CASH VOLATILITY WITH GOOD WORK. HERE IS WHAT WAS ACTUALLY HAPPENING.
A $2.4M fiber splicing subcontractor had cash that made no sense — great months followed by disasters with no pattern. The T&M rate was built on peak utilization. Costs weren't landing in the right places. The owner was managing by bank balance. SPM installed job costing, rebuilt the T&M rate against actual annual utilization, and gave the owner visibility into his own business for the first time.
$141K IN JANUARY COSTS. $144K IN REVENUE. NOW VISIBLE — AND FIXED.
The Problem
This $2.4M fiber splicing subcontractor was working for major telecom carriers. Skilled crews. Good client relationships. The work kept coming. But the bank account didn't make sense.
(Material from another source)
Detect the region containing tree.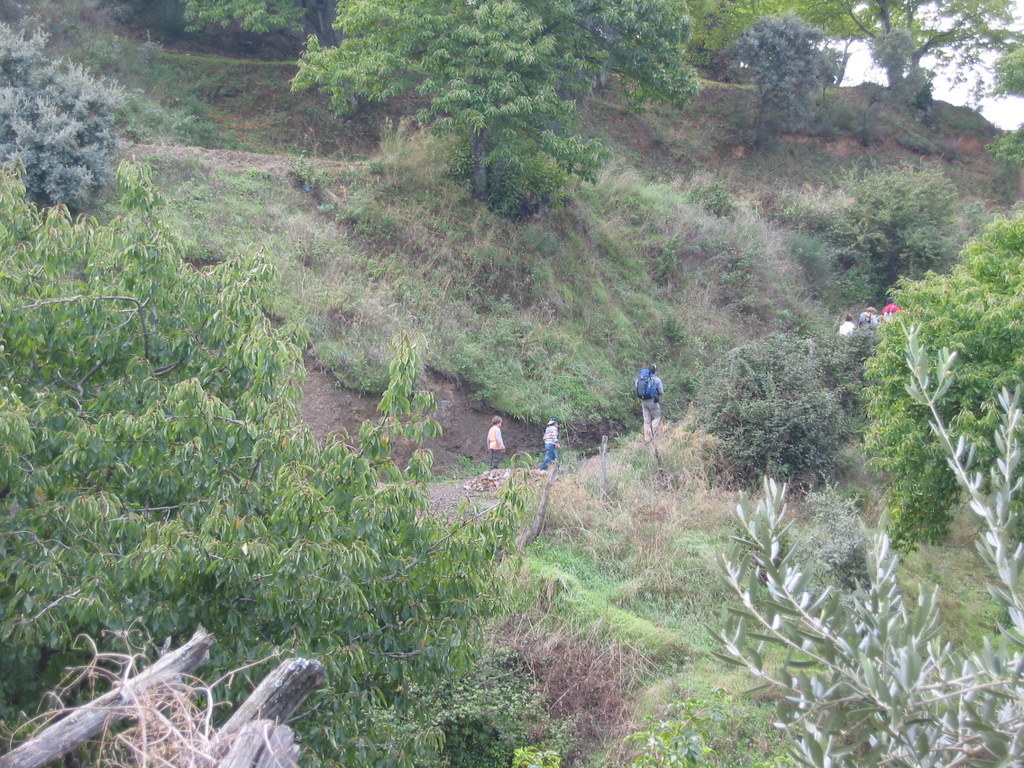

Some months looked great. Some were a disaster. There was no pattern, no way to predict which month was coming. The owner couldn't tell his wife whether next month was going to be fine or tight. She was handling the books after hours. Not out of carelessness — subcontractor accounting is genuinely complex. But costs weren't landing in the right places and the real financial picture was invisible.
The core issue: T&M fiber work comes in bursts. Overhead doesn't stop between jobs. And the rates being charged were built on busy-month assumptions — not honest utilization across a full year. In January 2026 alone: $141,000 in project costs against $144,000 in revenue. Almost nothing left before overhead hit.
The owner knew something was off. He couldn't name it. And because he couldn't name it, he couldn't fix it.
What CFOS Found
When SPM came in, the diagnostic identified three specific problems stacked on each other:
What Changed
The Outcome
The owner now sees his numbers every month. He knows which months are structurally profitable and which ones consume margin. He knows what his T&M rate actually needs to be. He makes decisions based on what the business is actually doing — not what it feels like it's doing.
For the first time, the owner has a structured cabling buildout underway — contracted, predictable billing to stabilize revenue alongside the T&M work. That decision came directly from seeing the financial picture clearly. You can't build a strategy on a business you can't see.
Who This Applies To
If you are running a T&M fiber, telecom, or structured cabling operation and recognize any of these — this case study is about your business:
- Monthly cash is unpredictable even when you have plenty of work
- Your T&M rate was set a while ago and you haven't recalculated it against actual utilization
- You can't tell which months made money without waiting for the CPA's year-end numbers
- Your spouse or a part-time bookkeeper is handling the financial function after hours
- You know you need more stable billing alongside the T&M work but haven't built the model to justify it
It applies most directly to pure T&M operations — fiber splicing, outside plant work, carrier-directed deployments. Mixed companies with some structured cabling already have a partial revenue floor. Pure T&M businesses are the ones where the cash volatility is most acute and where rate recalculation has the fastest impact.
Once the T&M rate is rebuilt and job costing is running, the CEO Report makes the pattern visible within one to two months. You can't predict what you can't see. Once you can see it, predicting it — and planning around it — becomes straightforward.
In this engagement, the carriers did not push back. T&M rate adjustments from subcontractors are common. What's uncommon is a sub who can show the math — actual utilization, actual overhead, actual cost to deploy a crew. When you can show the math, the conversation is professional. When you can't, you're just asking for more money. CFOS gives you the math.